Abstract
This study tries to measure accessibility at building scale on GIS as the shortest road distance to convenience stores from all buildings (25, 359) in the northeast area of Adachi ward, Tokyo. As the result of examining the detail distribution of accessibility, it becomes clear that the distribution is determined by various factors such as road network pattern, positional relationship between facilities and road network, positional relationship between buildings and road network, and positional relationship among facilities.

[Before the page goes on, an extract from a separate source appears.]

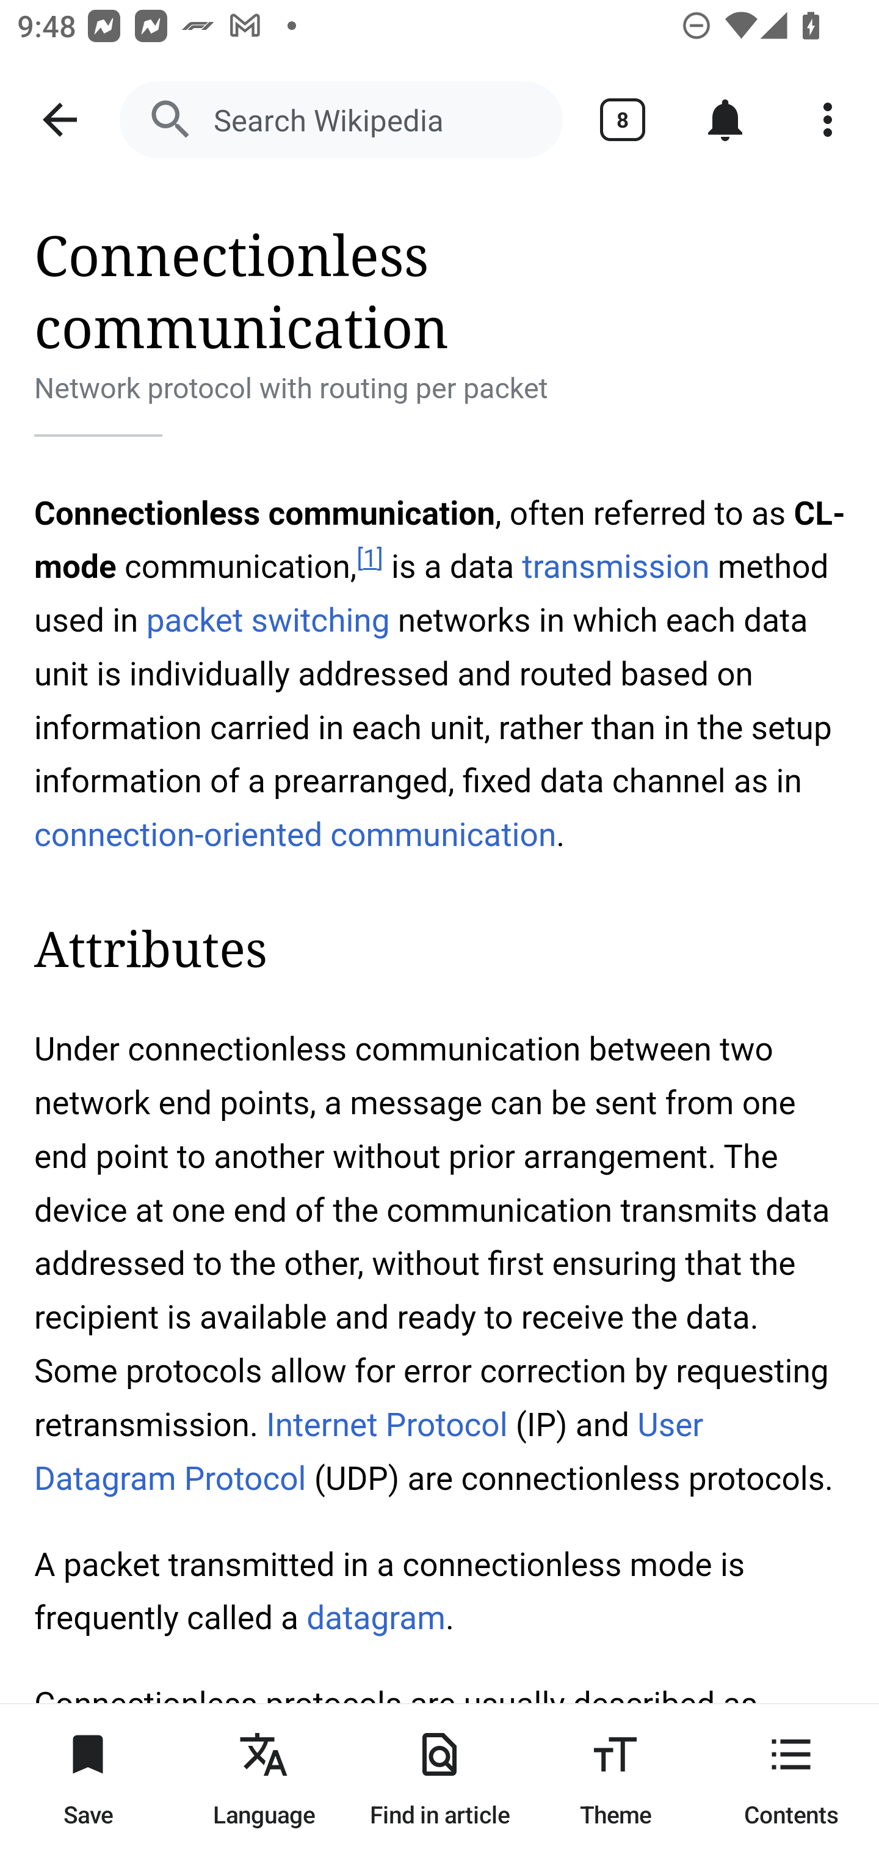  I want to click on Show tabs 8, so click(623, 120).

Next, the accessibility at neighbourhood scale is measured at the centre of neighbourhood. In comparison with the accessibility at building scale, the worst level of accessibility disappears due to the smoothing effect of aggregation in the measurement at neighbourhood scale, but the average level of accessibility in the study area was slightly worse. As 80% of the convenience stores are located along main streets constructing the boundaries of neighbourhoods or outside them, average distance becomes longer because the centre of the neighbourhood is distant place to convenience stores in comparison with the buildings located along main streets. Therefore it is revealed that the positional difference between the buildings and the centres of neighbourhoods causes an ecological fallacy between building and neighbourhood scales.
Finally, the inner variation of accessibility within neighbourhoods is analyzed. While the neighbourhoods with good accessibility have small inner variation, those with normal accessibility have large inner variation. It is pointed out that there is a limitation to measurement at neighbourhood scale, because the centres of neighbourhoods are not representative when their inner variations are large.